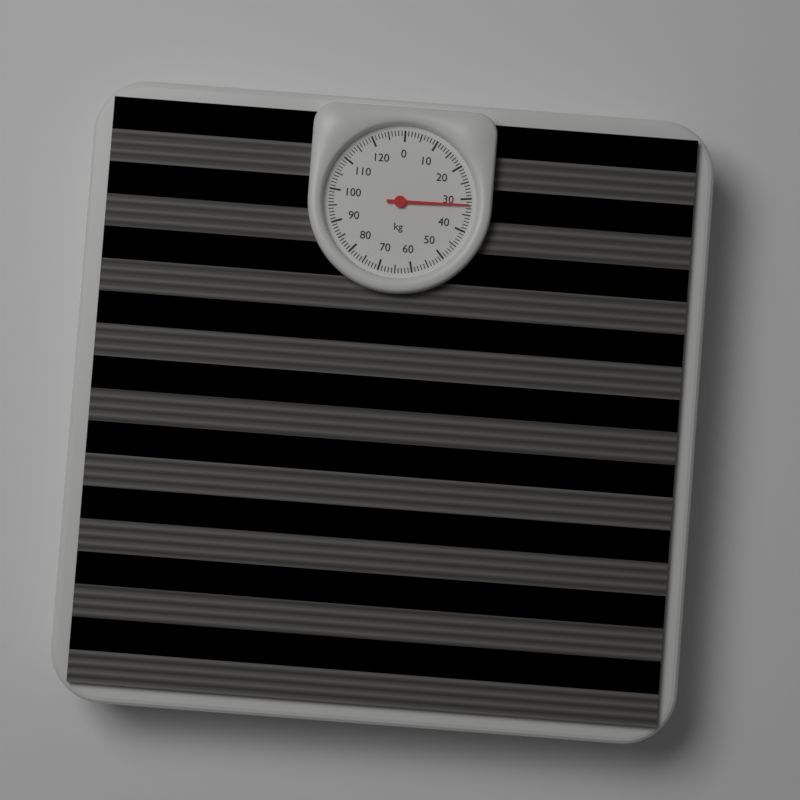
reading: 32 kg
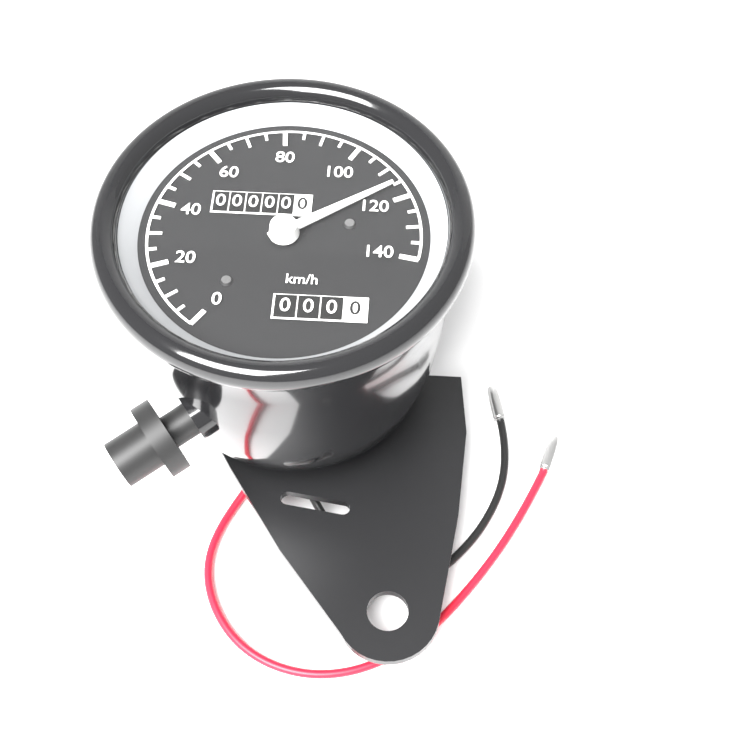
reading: 115 km/h
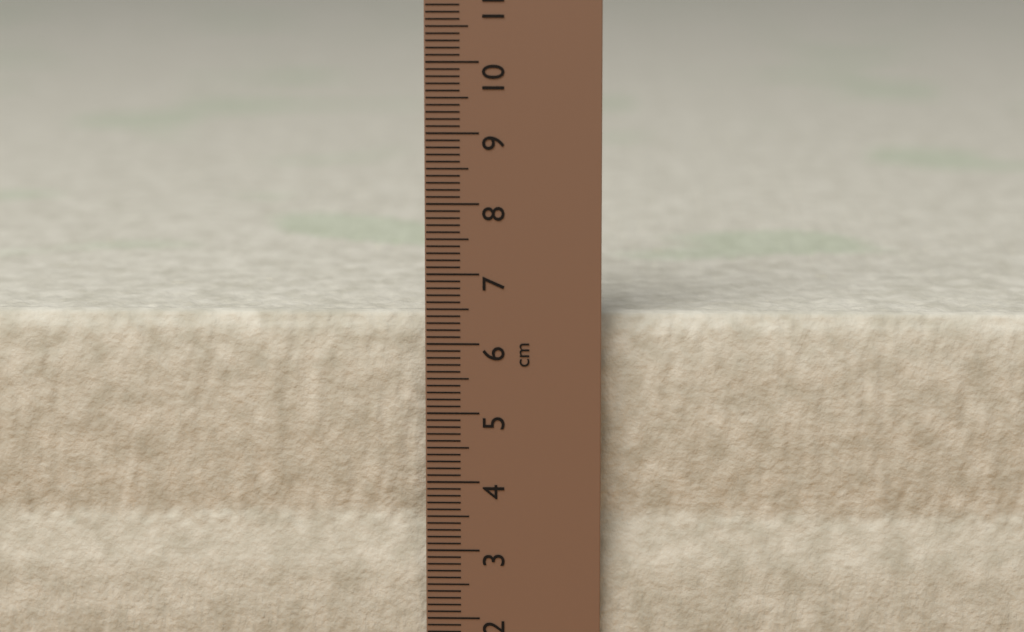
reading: 6.4 cm
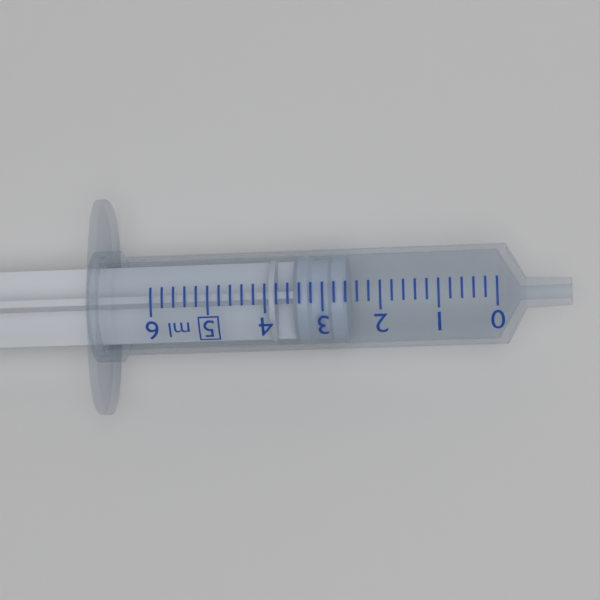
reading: 2.6 ml
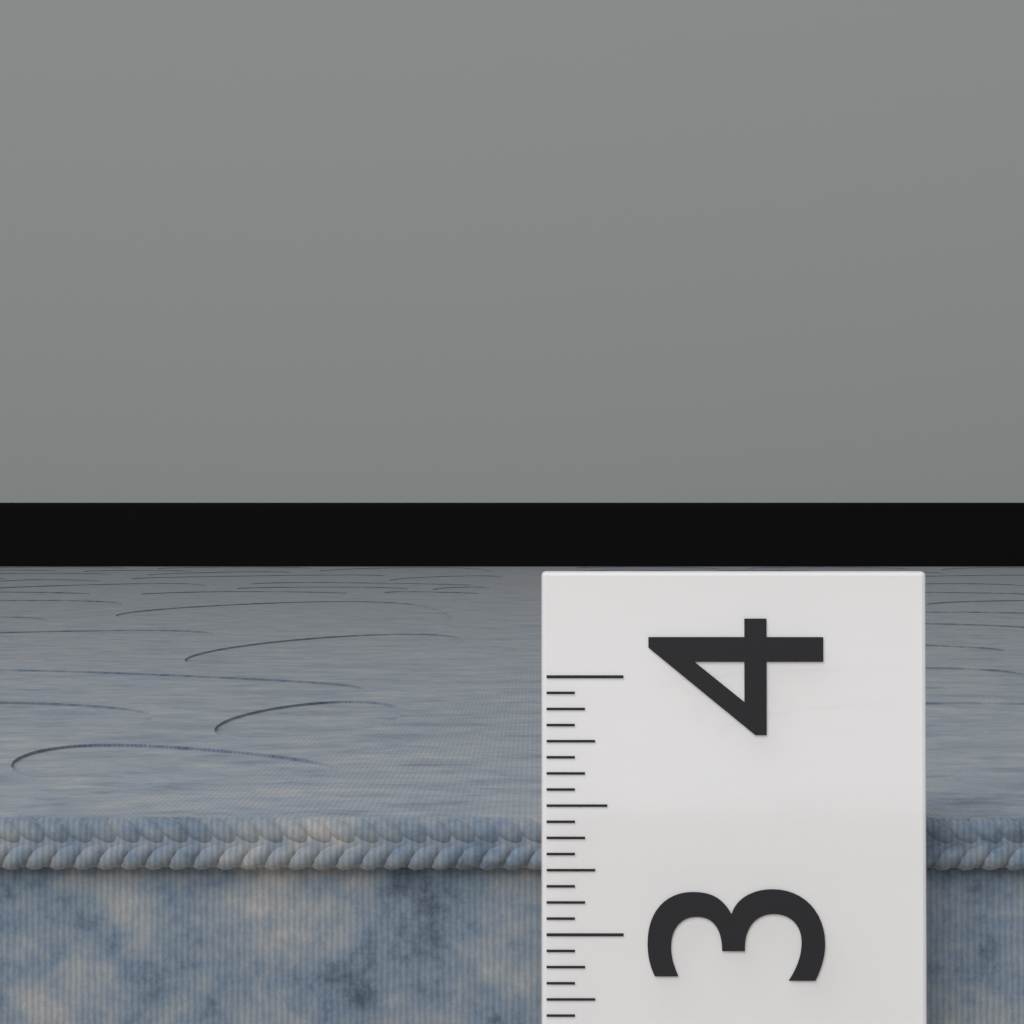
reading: 3.4375 (no unit)
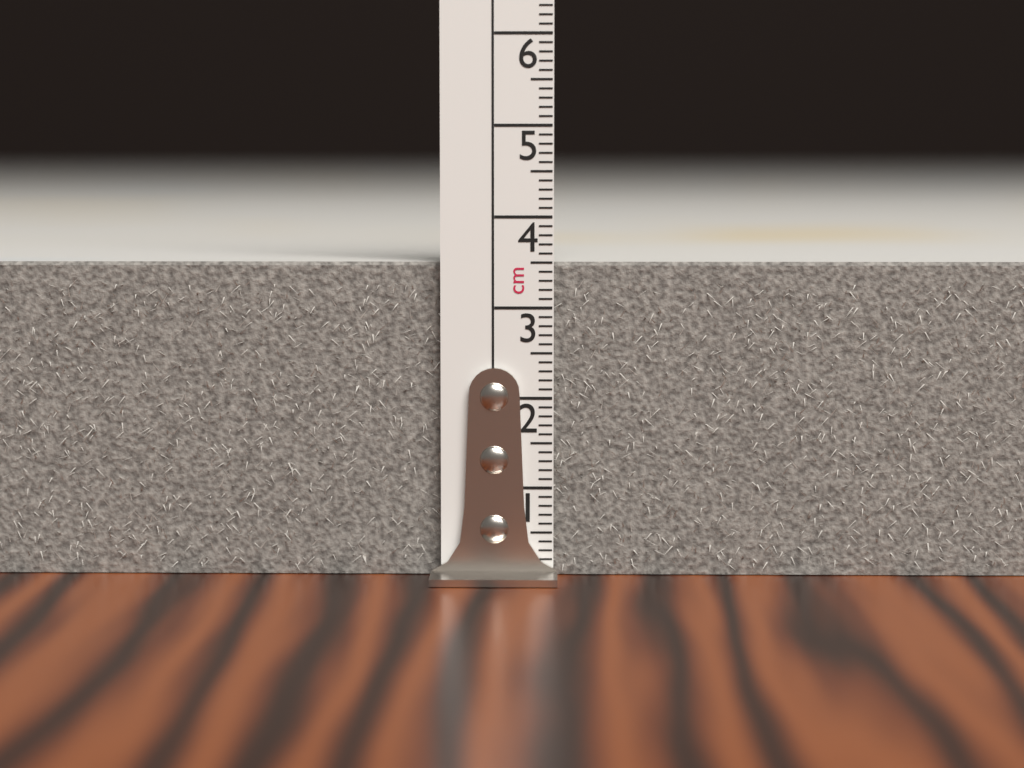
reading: 3.5 cm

_____

▶ _Description of the task_
Write out each entry above once more, exactly as written, and drop the pictures.

▶ _Response to this task_
reading: 32 kg
reading: 115 km/h
reading: 6.4 cm
reading: 2.6 ml
reading: 3.4375 (no unit)
reading: 3.5 cm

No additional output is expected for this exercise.